Run the apply_consul_key.bash script in a terminal window. While it waits for us to confirm, run the script in another console. You will see the script exits with an error output as follows:

Acquiring state lock. This may take a few moments...
Error: Error locking state: Error acquiring the state lock: Lock Info:
  ID:        1494f8fc-fe71-7dbe-7ea8-b21b0d402d2e
  Path:      terraform/state
  Operation: OperationTypeApply
  Who:       vagrant@default-centos-7-latest
  Version:   0.11.7
  Created:   2018-06-08 01:46:24.40623813 +0000 UTC
  Info:      consul session: 19e976ad-0c43-b511-3cd1-bc554f7416e1

We can use the -lock-timeout argument to specify a duration for terraform to try and acquire a lock.

Beyond Local Setup

It perhaps makes the most sense to use the consul backend for Terraform if you are already using consul in your organization.

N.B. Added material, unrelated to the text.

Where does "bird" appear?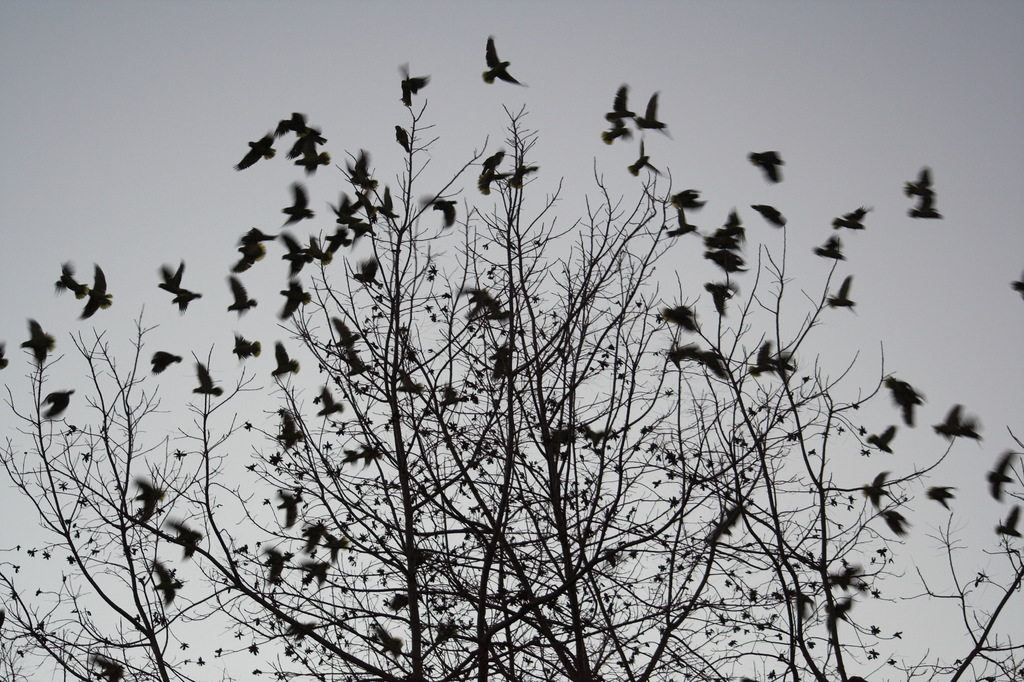
Appears at 168,518,204,562.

In such a scenario, your consul server is running at a central location while terraform is run as part of a continuous integration and deployment pipeline. Compared to our demo setup, we would do the following things differently:

Managing consul tokens for Terraform

We saw that we need to get a consul token for Terraform to be able to create sessions, read, and write the key at which the state will be stored. In our demo, we used the controller token to create this token. Ideally, we would use a setup where we have a token that can create a token for terraform with the desired policy.

Encrypt state at rest

Terraform would also store the state file encrypted by default. Even if we can use consul ACLs to make sure, we don't allow access to the state by any undesired entity; the state is still unencrypted at rest.

For both the above scenarios, Vault is worth looking into.

Summary

In this article, we looked at setting up terraform with consul backend. If you are already using consul in your infrastructure, it is definitely worth looking into.

Although there may be solutions to still use the local backend and using a CI solution to enforce having a single instance of Terraform running at any point of time, using a remote backend with locking is so easy that there is no reason to not do it.

The repository used for this article is available here.

Resources

The following resources should be helpful for you to learn more:

Stay up to date

We'll never share your email address and you can opt out at any time, we promise.